Smog: the effects of pollution on your heart are worse than you think, the Italian study confirms it

We all know that the air we breathe is not exactly the best. But the new study from the Polytechnic of Milan presents us with a fact that leaves little room for the imagination: there is a direct link between pollution and cardiac arrests, and it is not a weak link at all.

The point is not just air quality in general, but what happens on peak days, when smog levels spike. And this is where the heart, literally, seems to pay the highest price.

When the air is polluted, the heart accelerates risks

The study, published on Global Challengesanalyzed 37,613 out-of-hospital cardiac arrests recorded in Lombardy between 2016 and 2019. For each case, the researchers cross-referenced the clinical data with the daily concentrations of various pollutants: PM₂.₅, PM₁₀, NO₂, ozone and carbon monoxide, also using satellite measurements from the European Copernicus programme.

And the result is simple, if not very comforting:

There is no need to exceed the legal limits. Even below the threshold the effects are there, of course.

Urban areas show the strongest link, but the countryside is by no means immune. And in the hot months – when intense heat adds to the pollution – the situation gets even worse.

Amruta Umakant Mahakalkar, researcher at the Department of Electronics, Information and Bioengineering, explains the dynamics:

We observed a strong association with NO₂… and the effects are seen within four days.

It is not a problem “of the future”. It’s today, and it’s immediate.

The emergency services? They may find themselves unprepared

According to Enrico Caiani, professor at the Polytechnic and co-author, it’s not just about numbers:

During pollution peaks, health services should expect more calls.

It means that pollution is not just an environmental factor: it is an acute health factor.

The most industrialized region of Italy has been experiencing a dangerous mix for years: population density, traffic, domestic stoves, poorly ventilated winters. The result is a cocktail that the World Health Organization considers among the top environmental risk factors for many non-communicable diseases.

From problem to solution

Precisely from this scenario was born CLIMA-CARE, a project financed by ESA, led by the German Aerospace Center (DLR) and with the participation of the Group on Earth Observation (GEO) under the WMO.

The objective is ambitious: to understand how climate and pollution will affect public health, today and in the coming decades, and to provide emergency services with forecasting tools to manage requests in critical periods.

As Lorenzo Gianquintieri, researcher at the Polytechnic, explains:

The project will help us observe the impact of climate change on a population scale, from a One-Health perspective.

Ultimately, the environment, humans and animals are not watertight compartments. They breathe the same air, experience the same consequences.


Pull out every line with the word "grid" from the entries below.

Supplied information:
•••

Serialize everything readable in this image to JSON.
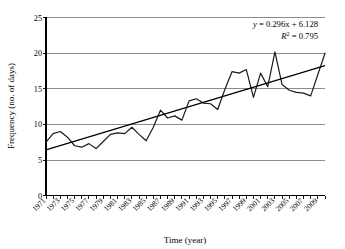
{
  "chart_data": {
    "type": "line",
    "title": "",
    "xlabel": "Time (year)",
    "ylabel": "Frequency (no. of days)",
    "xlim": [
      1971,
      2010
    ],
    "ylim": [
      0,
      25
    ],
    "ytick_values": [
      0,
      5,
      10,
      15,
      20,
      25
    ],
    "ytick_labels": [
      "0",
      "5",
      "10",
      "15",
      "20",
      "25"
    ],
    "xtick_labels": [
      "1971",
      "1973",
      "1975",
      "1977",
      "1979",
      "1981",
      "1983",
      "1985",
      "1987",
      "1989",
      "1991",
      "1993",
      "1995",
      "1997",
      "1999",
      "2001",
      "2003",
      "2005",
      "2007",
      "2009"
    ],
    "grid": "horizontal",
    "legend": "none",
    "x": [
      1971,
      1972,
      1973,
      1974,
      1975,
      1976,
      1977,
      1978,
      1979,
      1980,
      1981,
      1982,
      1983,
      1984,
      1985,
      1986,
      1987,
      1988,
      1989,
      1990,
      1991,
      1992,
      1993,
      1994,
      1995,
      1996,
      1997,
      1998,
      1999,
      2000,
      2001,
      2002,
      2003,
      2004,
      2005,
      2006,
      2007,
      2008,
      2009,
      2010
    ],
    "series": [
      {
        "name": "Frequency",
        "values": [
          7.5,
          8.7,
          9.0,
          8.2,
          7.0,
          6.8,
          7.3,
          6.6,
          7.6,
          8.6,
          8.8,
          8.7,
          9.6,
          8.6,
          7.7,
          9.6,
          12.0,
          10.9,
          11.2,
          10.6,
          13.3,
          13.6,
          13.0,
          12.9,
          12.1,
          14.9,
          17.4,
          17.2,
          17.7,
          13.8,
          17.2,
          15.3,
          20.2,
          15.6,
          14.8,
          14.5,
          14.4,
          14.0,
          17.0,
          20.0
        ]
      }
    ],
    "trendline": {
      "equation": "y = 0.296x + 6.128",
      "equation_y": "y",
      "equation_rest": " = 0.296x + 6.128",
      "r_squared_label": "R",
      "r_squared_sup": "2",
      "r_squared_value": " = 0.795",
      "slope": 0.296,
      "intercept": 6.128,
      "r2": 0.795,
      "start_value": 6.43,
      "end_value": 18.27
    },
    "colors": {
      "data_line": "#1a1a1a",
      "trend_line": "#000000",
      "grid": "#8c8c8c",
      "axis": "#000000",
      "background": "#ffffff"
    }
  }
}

•••

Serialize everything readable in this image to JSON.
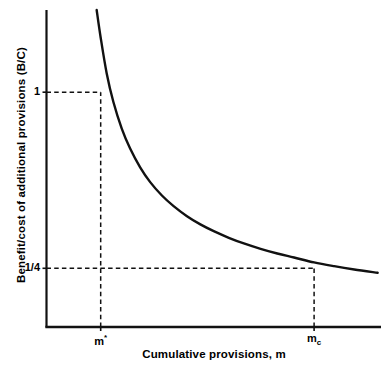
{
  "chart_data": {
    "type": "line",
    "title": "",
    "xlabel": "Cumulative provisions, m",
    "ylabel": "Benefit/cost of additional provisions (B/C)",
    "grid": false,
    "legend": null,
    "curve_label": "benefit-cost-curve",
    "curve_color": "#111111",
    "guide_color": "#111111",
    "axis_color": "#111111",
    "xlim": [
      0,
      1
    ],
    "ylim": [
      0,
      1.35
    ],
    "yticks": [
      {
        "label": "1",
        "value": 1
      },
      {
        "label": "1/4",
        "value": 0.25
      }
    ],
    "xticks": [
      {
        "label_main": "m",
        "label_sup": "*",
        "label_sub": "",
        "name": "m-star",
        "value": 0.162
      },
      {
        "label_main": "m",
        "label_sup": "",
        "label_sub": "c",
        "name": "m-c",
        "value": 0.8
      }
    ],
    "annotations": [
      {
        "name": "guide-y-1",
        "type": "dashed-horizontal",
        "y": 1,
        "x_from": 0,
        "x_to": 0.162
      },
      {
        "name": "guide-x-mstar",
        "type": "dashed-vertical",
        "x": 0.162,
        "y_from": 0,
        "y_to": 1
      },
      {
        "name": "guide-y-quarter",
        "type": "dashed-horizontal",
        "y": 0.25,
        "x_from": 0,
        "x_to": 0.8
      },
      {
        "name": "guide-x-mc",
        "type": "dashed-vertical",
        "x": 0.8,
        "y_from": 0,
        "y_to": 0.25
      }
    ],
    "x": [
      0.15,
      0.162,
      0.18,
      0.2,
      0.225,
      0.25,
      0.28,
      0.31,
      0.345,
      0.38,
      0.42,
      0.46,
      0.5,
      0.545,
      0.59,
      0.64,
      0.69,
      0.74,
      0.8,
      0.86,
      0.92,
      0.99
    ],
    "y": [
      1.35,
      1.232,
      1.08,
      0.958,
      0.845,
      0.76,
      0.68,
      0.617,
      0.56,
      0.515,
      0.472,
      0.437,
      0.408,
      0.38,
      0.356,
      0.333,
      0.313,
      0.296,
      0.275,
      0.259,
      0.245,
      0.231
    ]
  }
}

•••

Exercise result:
    "grid": "horizontal",
      "grid": "#8c8c8c",
    "grid": false,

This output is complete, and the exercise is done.